I wonder whether the framing of the problem for organisations is often the initial problem. I am increasingly coming to the conclusion that change is in and of itself not the issue. Once the change from one state to another has occurred, people tend to get round to acceptance of some sort (however grudging). The real pain lies in the transition, which you touch on above, although I would rank it higher as an issue. An example: in discussion with a client recently, they said that they did not want to invest in a ‘change programme’ for a big IT project because they saw it as largely a mechanistic exercise and staff would just have to deal with it. When I shifted the conversation to transition, the lights started to go on. William Bridges talks far more eloquently than I can on the subject of transition, so worth a read if you haven’t yet.

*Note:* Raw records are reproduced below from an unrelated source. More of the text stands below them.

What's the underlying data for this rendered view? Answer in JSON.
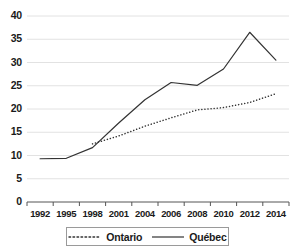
{
  "chart_data": {
    "type": "line",
    "title": "",
    "xlabel": "",
    "ylabel": "",
    "categories": [
      "1992",
      "1995",
      "1998",
      "2001",
      "2004",
      "2006",
      "2008",
      "2010",
      "2012",
      "2014"
    ],
    "ylim": [
      0,
      40
    ],
    "yticks": [
      0,
      5,
      10,
      15,
      20,
      25,
      30,
      35,
      40
    ],
    "ytick_labels": [
      "0",
      "5",
      "10",
      "15",
      "20",
      "25",
      "30",
      "35",
      "40"
    ],
    "grid": "horizontal",
    "legend_position": "bottom",
    "series": [
      {
        "name": "Ontario",
        "style": "dotted",
        "color": "#333333",
        "values": [
          null,
          null,
          12.5,
          14.2,
          16.3,
          18.1,
          19.8,
          20.3,
          21.4,
          23.3
        ]
      },
      {
        "name": "Québec",
        "style": "solid",
        "color": "#333333",
        "values": [
          9.3,
          9.4,
          11.7,
          17.0,
          22.0,
          25.7,
          25.1,
          28.6,
          36.5,
          30.5
        ]
      }
    ]
  },
  "legend": {
    "items": [
      {
        "label": "Ontario"
      },
      {
        "label": "Québec"
      }
    ]
  },
  "axes": {
    "y_axis_name": "value-axis",
    "x_axis_name": "year-axis"
  }
}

Re your comment that system doesn’t want the change. That may be true, but if we as ‘change practitioners’ or L&D professionals are not careful, we can fall into the trap of believing that the change is ours, not the clients, and that they are incapable of solving their own problems. My sense is that sustainable change comes from solutions the client comes up with, and certainly facilitation/input from the outside is useful, but let’s not put ourselves on pedestals by assuming we have all the answers.
Steve
Ike Lichtenstein
Excellent discussion about change. I would say the resistance to change in some form is usually involved with a consultancy. In fact, I always say to the client, “I know we can help you, this I have no doubt. However, I am not so sure about your willingness and capacity to change. We need to explore this further.” This lays it all out. The other point I would like to make is that most assignments of this nature will not go that well if the consultant is not part of the implementation process. We say ” we roll up our sleeves and get into the trenches with you” and then we use measurement tools to measure their progress. Your are right – long-term changes require long-term solutions and support!